* Records drawn from a dataset
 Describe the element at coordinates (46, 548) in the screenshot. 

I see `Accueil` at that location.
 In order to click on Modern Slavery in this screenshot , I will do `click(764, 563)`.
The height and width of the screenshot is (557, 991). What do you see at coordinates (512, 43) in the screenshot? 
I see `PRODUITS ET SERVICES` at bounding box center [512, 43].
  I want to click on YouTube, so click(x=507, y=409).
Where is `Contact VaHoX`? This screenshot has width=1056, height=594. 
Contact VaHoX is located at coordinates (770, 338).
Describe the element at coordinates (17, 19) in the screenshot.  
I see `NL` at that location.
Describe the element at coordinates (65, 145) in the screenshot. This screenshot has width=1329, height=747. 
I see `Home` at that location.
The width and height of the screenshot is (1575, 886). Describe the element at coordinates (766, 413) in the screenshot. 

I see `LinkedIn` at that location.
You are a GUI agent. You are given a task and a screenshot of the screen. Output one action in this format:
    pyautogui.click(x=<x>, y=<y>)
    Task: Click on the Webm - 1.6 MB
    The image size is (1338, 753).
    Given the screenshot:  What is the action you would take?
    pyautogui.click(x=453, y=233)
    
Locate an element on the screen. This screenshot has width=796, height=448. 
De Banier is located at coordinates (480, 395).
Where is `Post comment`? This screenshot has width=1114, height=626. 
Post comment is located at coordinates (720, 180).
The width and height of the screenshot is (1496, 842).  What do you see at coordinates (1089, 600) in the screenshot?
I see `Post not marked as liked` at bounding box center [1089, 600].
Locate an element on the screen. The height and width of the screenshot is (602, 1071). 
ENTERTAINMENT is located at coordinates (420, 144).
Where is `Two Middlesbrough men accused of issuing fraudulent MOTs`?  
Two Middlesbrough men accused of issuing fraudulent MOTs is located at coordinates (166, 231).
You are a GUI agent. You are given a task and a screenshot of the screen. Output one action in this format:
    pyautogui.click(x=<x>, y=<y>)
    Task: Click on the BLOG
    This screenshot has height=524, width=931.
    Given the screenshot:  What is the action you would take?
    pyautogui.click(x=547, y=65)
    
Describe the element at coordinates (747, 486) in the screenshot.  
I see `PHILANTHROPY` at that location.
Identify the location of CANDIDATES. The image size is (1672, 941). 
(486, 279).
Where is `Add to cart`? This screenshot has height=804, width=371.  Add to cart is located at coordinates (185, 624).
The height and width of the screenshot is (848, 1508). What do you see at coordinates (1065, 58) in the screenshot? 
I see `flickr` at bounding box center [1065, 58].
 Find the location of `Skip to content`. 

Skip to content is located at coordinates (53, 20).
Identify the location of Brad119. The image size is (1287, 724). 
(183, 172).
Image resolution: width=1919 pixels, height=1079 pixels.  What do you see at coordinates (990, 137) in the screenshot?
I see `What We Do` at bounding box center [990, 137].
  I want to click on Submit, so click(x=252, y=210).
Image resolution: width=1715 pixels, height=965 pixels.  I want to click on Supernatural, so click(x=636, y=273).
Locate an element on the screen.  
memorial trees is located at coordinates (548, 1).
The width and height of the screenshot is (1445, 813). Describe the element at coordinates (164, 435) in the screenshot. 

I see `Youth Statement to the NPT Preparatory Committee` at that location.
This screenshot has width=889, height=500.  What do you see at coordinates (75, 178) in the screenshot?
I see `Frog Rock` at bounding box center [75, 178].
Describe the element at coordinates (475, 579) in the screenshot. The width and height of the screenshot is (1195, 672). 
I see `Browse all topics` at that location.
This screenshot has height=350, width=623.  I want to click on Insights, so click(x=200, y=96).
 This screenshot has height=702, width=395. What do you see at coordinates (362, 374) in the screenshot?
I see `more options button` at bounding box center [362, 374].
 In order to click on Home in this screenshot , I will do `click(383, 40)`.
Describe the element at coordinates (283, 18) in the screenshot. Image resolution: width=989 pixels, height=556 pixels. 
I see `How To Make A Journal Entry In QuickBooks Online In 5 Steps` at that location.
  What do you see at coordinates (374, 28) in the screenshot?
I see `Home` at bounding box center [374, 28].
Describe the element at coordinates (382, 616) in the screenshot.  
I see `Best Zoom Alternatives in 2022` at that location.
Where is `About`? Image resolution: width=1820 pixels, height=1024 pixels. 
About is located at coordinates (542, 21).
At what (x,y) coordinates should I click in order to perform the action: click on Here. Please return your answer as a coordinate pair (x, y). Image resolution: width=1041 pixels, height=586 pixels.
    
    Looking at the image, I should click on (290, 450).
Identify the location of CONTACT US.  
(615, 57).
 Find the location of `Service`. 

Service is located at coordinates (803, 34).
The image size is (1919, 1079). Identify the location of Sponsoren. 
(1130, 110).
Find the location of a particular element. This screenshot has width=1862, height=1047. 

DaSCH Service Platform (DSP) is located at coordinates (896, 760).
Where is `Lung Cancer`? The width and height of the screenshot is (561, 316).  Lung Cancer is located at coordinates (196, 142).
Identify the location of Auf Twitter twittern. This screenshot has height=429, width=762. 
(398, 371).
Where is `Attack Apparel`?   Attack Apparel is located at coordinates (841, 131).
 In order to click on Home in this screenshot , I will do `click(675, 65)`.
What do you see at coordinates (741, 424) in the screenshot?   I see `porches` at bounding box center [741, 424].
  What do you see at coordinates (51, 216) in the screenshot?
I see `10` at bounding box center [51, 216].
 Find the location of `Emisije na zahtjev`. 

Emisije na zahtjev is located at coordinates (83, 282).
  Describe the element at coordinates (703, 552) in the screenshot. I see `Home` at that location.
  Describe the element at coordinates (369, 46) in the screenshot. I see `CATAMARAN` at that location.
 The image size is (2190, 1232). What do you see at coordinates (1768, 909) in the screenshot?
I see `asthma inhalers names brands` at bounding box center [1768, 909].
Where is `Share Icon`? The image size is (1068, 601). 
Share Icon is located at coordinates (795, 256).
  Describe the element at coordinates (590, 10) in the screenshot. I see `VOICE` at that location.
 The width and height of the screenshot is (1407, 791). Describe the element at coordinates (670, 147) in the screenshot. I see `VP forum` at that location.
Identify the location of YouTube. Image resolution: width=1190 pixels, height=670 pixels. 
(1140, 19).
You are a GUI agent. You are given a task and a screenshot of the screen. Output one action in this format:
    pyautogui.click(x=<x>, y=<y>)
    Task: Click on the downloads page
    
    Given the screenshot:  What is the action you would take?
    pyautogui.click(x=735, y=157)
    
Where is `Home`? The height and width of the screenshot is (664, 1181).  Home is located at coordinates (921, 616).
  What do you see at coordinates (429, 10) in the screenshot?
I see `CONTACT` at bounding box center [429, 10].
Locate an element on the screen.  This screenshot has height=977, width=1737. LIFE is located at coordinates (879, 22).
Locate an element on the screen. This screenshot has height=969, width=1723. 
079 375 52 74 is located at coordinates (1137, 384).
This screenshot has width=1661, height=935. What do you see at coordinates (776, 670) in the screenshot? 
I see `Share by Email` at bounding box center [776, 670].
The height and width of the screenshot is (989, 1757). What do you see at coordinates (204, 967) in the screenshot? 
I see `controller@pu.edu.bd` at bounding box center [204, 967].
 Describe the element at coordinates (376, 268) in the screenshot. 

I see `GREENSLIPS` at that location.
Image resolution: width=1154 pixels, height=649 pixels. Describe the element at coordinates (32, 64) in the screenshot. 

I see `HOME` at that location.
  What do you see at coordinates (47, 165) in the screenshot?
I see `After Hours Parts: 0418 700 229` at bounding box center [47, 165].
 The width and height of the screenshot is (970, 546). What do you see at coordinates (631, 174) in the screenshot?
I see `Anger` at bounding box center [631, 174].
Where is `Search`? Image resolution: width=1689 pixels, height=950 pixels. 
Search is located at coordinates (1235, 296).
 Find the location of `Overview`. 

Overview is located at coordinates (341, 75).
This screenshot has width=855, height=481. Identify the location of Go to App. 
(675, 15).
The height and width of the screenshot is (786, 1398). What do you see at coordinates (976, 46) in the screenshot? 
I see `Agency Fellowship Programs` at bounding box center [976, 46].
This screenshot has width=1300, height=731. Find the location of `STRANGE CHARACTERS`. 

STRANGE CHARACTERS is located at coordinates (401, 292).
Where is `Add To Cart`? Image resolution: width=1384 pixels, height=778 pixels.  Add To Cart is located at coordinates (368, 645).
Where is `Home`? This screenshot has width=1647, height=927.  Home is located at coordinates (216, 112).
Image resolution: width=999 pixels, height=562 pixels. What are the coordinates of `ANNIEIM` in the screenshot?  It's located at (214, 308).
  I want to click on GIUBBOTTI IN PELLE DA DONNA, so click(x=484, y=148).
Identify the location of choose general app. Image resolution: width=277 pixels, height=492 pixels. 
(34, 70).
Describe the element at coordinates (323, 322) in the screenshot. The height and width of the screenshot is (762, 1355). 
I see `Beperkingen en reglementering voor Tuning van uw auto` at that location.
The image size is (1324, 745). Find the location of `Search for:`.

* Task
Repeat exactly, please, each line from the beginning of the data through the line with "In order to click on Modern" in it, and only those lines.

* Expected answer
 Describe the element at coordinates (46, 548) in the screenshot. 

I see `Accueil` at that location.
 In order to click on Modern Slavery in this screenshot , I will do `click(764, 563)`.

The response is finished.